Passing End of Transmission (Ctrl + D) character in Eclipse CDT console
I have a C++ application, to which i need to send an End of Transmission signal.
I can do a Ctrl+D on the console, but when I try that within Eclipse, it doesn't work.
I 开发者_JAVA百科am using Eclipse Galileo with CDT.
It seems to be a not yet resolved bug: bug 159803 (resolved in September 2015, for CDT 9.0)
Since Eclipse 3.1 it is possible to signal
EOF
(using CTRL + D/Z - bindable in key preferences) in console view, and I tested this successfully with Eclipse 3.2.1 using a simple Java app.
CDT on the other hand will not recognizeEOF
when in console view.
There is one exception though.If I run a C/C++ Local App and uncheck "
Connect process input & output to a terminal
" in the main configuration tab, the console view will recognizeEOF
.However, this change does not affect the console view when in the Debug perspective. So while debugging it is still impossible for me to send an
EOF
signal to the running application.
Even though it is considered "resolved", this comment shows the issue persists.
Update 4 years later (Dec 2014), Fernando Gonzalez-Sanchez mentions in the comments:
Workaround checkbox no longer available in UI.
Problem still happening in OpenSUSE 12 & Eclipse CDT Luna 4.4.1.
Update March 2015:
Muhammad Annaqeeb mentions in the comments:
There is a new workaround mentioned in the bug page:
In Kepler 4.3 eclipse.buildId=4.3.0.M20130911-1000 on Linux the problem still exists in the Java console.
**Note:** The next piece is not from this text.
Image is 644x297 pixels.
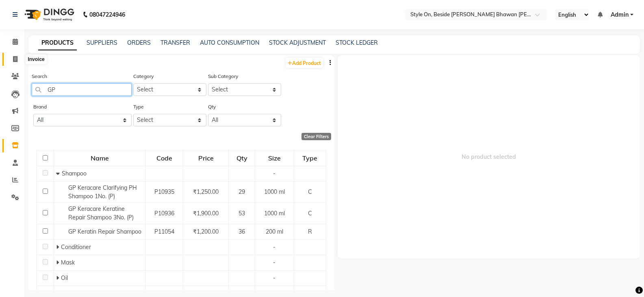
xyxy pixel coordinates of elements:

I found the following workaround:
"If you leave the console to focus on another view, and then refocus on the console, then Ctrl-D (EOF) works as expected."
I just found a solution to this problem:
When you finish entering your inputs on console, click on another window (editor, Project Explorer, etc.), then click back on console. Hitting Ctrl + Z will work now.
One way you might consider sending ctrl+d to the console is by doing a little BASH injection in your program arguments. appending something like "& sleep 10 && echo -e '\x04\c' > /dev/stdin" for example will wait 10 seconds before sending the ctrl-D command. though you could easily modify it for some other non-timebased condition as well. In addition, you could open /dev/stdin from your C++ program as a file, then write the value 0x04 into it then flush to achieve the same effect from your program.